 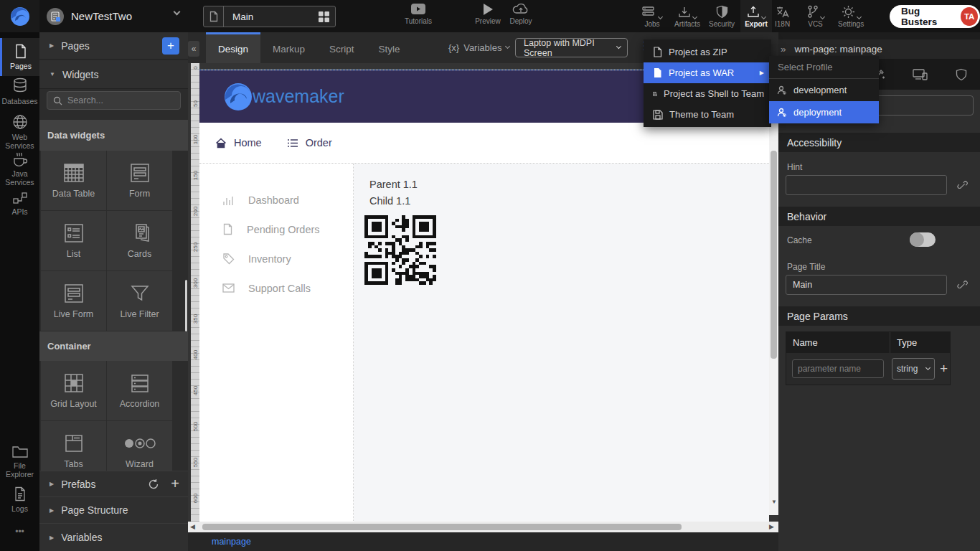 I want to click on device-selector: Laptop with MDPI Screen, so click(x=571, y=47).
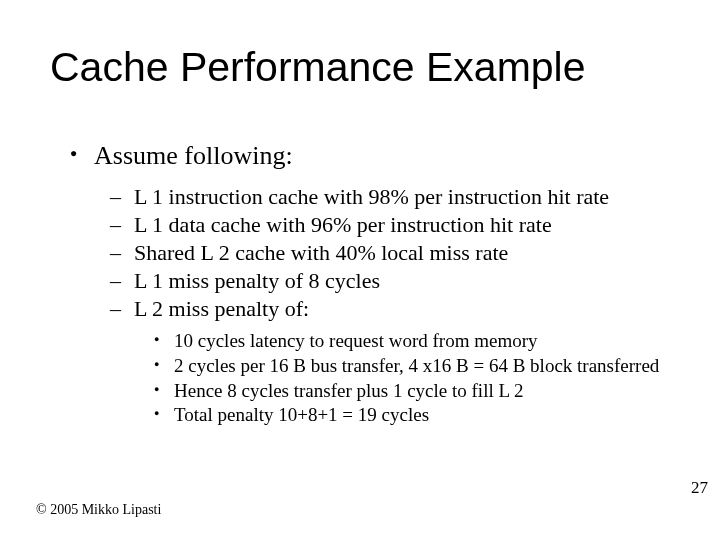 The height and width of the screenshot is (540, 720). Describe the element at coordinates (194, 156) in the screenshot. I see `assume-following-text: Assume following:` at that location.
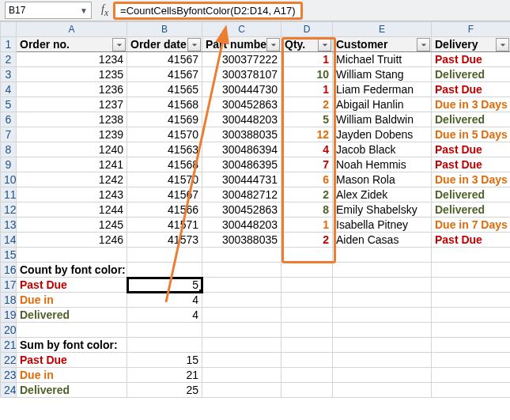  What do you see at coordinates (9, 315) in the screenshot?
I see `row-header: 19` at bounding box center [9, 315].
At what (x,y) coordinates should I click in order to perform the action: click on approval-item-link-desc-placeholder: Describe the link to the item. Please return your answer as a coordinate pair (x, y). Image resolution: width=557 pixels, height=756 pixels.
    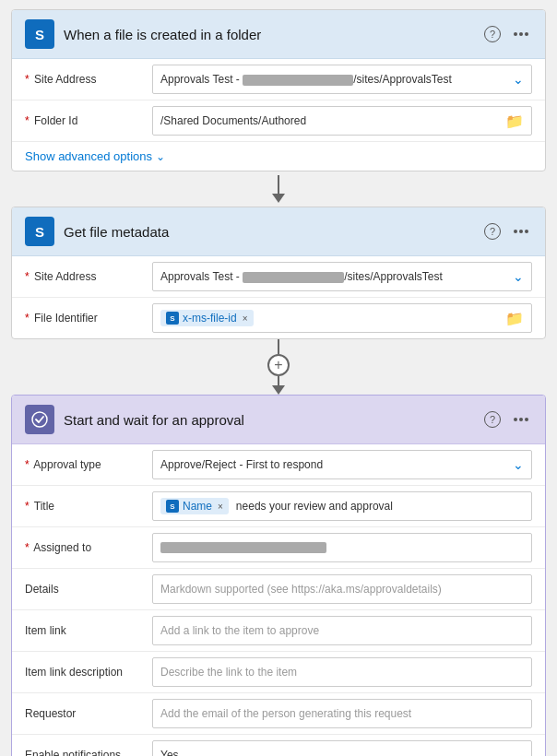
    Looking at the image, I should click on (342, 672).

▶ **HOW TO COMPLETE THIS TASK**: Write out exactly, and only, the lines running from the line with "At what (x,y)" to the last line above, both included, with all pictures omitted.

▶ **RESULT OF THE TASK**:
At what (x,y) coordinates should I click in order to perform the action: click on approval-item-link-desc-placeholder: Describe the link to the item. Please return your answer as a coordinate pair (x, y). Image resolution: width=557 pixels, height=756 pixels.
    Looking at the image, I should click on (342, 672).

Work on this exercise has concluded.